Reviews

India Sweets and Spices  (12A) |Close-Up Film Review

Dir. Geeta Malik, US, 2021, 101 mins

Cast:  Alia Kapur, Manisha Koirala, Hussain Ranji, Ved Sapru, Rish Shah

Review by Carol Allen

While American films featuring stories about black and Hispanic characters have been around for a very long time, movies featuring Americans of Indian and indeed Far Eastern heritage are comparatively new kids on the block.  One of the first was Short Circuit (1988) but back then the Indian lead role was played by a white actor in “brownface”. 

Now however the Indian Americans are beginning to take their place in the screen culture in such films as Kumail Nanjiani’s romcom The Big Sick and actress Archie Punjabi in tv’s The Good Wife – though Punjabi, like many other now internationally known Indian actors such as Riz Ahmed and Dev Patel is actually British.

India Sweets and Spices is however written and directed by Indian American Geeta Malik, born in Colorado of immigrant parents and apart from its opening scene, where 19 year old Sophia Ali (Alia Kapur) is seen partying with fellow students at the end of her first year in college, all the characters are Indian Americans.

Sophia goes home for the holidays to her family in the New Jersey suburb of Ruby Hill, a totally Indian community of families who have made good in America, live in luxurious mansions and keep up the traditions of their culture while enjoying the advantages of the modern world as well.

At first this looks like being a story of a teenager torn between two worlds and rebelling against the old fashioned values of her parents Sheila and Adil, played by Bollywood stars Manisha Koirala and Hussain Ranji.  Sheila in particular is very much the strict, traditional wife and mother. At first Sophia hangs out with her childhood friend Rahul (Ved Sapru), whom the ever gossiping women of the community expect her to marry, but things change when she meets Varun (Rish Shah), whose parents have just taken over the local Indian supermarket.

Sophia invites her new friends to a lavish party that her parents are hosting.   The women in particular greet the newcomers, who are not in their class of wealth, with condescending snobbery.  But in the course of evening two startling facts emerge.  Varun’s mother Bhairavi (Deepti Gupta) and Sheila turn out to have a shared youthful history and, equally disturbing, Sophia’s father Adil is having an affair with Rahul’s mother.  It is the gradual revelation of the history of Sheila in particular, which provides the dramatic engine for the film. 

It’s a strong story well told.  Kapur as Sophia is both beautiful and engaging.  Director Malik has found two very good looking actors to play the rivals for her hand, and Ranji as her father is also an impressive and handsome presence.  But it is Koirala as Sheila who is the real heart of the story, as the older woman gradually devolves back to the person she once was as her story is revealed.

The film is colourful as a Bollywood movie, particularly in the many party sequences, where the women parade in their rich and multi coloured saris and everyone eats tablefuls of Indian delicacies.

It is also interesting as a social document, demonstrating as it does not only the uniqueness of this traditional Indian American community but also what it has in common with other tight knit communities in other parts of the world – its gossiping older women, snobbery, love of tradition, family values and so on.  The story could take place for example in a Hassidic Jewish community; a Moslem community; in the working class neighbourhoods of England in the fifties, where like in Indian culture female friends of the family who were not relatives were always known as “Aunty”; or indeed among the past and present well off, middle classes of middle England. 

Our differences in culture actually point up how as human beings we have so much more in common with each other than those very differences at first suggest.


**Task:**
Would you please transcribe the entire listing exactly?

**Records to use:**
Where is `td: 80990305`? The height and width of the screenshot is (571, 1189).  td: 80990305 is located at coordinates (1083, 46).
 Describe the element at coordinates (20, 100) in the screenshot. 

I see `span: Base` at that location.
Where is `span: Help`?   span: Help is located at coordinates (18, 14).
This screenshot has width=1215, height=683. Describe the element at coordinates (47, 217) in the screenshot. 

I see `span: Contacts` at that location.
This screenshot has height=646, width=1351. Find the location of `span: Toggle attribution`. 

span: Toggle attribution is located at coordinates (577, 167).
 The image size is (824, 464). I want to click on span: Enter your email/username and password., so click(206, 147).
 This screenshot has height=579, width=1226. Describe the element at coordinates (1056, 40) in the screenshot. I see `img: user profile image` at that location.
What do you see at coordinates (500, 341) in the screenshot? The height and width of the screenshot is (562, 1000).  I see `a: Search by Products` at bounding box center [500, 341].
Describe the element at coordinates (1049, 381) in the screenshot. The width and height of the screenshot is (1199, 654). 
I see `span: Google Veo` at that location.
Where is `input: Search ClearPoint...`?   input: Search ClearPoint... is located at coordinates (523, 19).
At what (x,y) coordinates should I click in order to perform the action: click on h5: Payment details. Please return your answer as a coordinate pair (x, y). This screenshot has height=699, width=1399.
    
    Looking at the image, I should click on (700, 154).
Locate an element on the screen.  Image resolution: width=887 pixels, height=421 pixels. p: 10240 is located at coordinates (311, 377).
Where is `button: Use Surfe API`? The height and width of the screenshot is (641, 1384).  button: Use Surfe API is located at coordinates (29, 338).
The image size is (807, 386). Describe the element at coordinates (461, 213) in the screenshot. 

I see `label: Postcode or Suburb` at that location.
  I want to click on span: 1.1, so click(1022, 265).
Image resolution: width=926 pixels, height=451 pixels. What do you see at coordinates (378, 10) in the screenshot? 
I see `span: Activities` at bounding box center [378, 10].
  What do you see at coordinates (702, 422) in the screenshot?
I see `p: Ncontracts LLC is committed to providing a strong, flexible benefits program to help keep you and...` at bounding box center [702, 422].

**Answer to the problem:**
Where is `td: 80990305`? The height and width of the screenshot is (571, 1189).  td: 80990305 is located at coordinates (1083, 46).
 Describe the element at coordinates (20, 100) in the screenshot. 

I see `span: Base` at that location.
Where is `span: Help`?   span: Help is located at coordinates (18, 14).
This screenshot has width=1215, height=683. Describe the element at coordinates (47, 217) in the screenshot. 

I see `span: Contacts` at that location.
This screenshot has height=646, width=1351. Find the location of `span: Toggle attribution`. 

span: Toggle attribution is located at coordinates (577, 167).
 The image size is (824, 464). I want to click on span: Enter your email/username and password., so click(206, 147).
 This screenshot has height=579, width=1226. Describe the element at coordinates (1056, 40) in the screenshot. I see `img: user profile image` at that location.
What do you see at coordinates (500, 341) in the screenshot? The height and width of the screenshot is (562, 1000).  I see `a: Search by Products` at bounding box center [500, 341].
Describe the element at coordinates (1049, 381) in the screenshot. The width and height of the screenshot is (1199, 654). 
I see `span: Google Veo` at that location.
Where is `input: Search ClearPoint...`?   input: Search ClearPoint... is located at coordinates (523, 19).
At what (x,y) coordinates should I click in order to perform the action: click on h5: Payment details. Please return your answer as a coordinate pair (x, y). This screenshot has height=699, width=1399.
    
    Looking at the image, I should click on (700, 154).
Locate an element on the screen.  Image resolution: width=887 pixels, height=421 pixels. p: 10240 is located at coordinates (311, 377).
Where is `button: Use Surfe API`? The height and width of the screenshot is (641, 1384).  button: Use Surfe API is located at coordinates (29, 338).
The image size is (807, 386). Describe the element at coordinates (461, 213) in the screenshot. 

I see `label: Postcode or Suburb` at that location.
  I want to click on span: 1.1, so click(1022, 265).
Image resolution: width=926 pixels, height=451 pixels. What do you see at coordinates (378, 10) in the screenshot? 
I see `span: Activities` at bounding box center [378, 10].
  What do you see at coordinates (702, 422) in the screenshot?
I see `p: Ncontracts LLC is committed to providing a strong, flexible benefits program to help keep you and...` at bounding box center [702, 422].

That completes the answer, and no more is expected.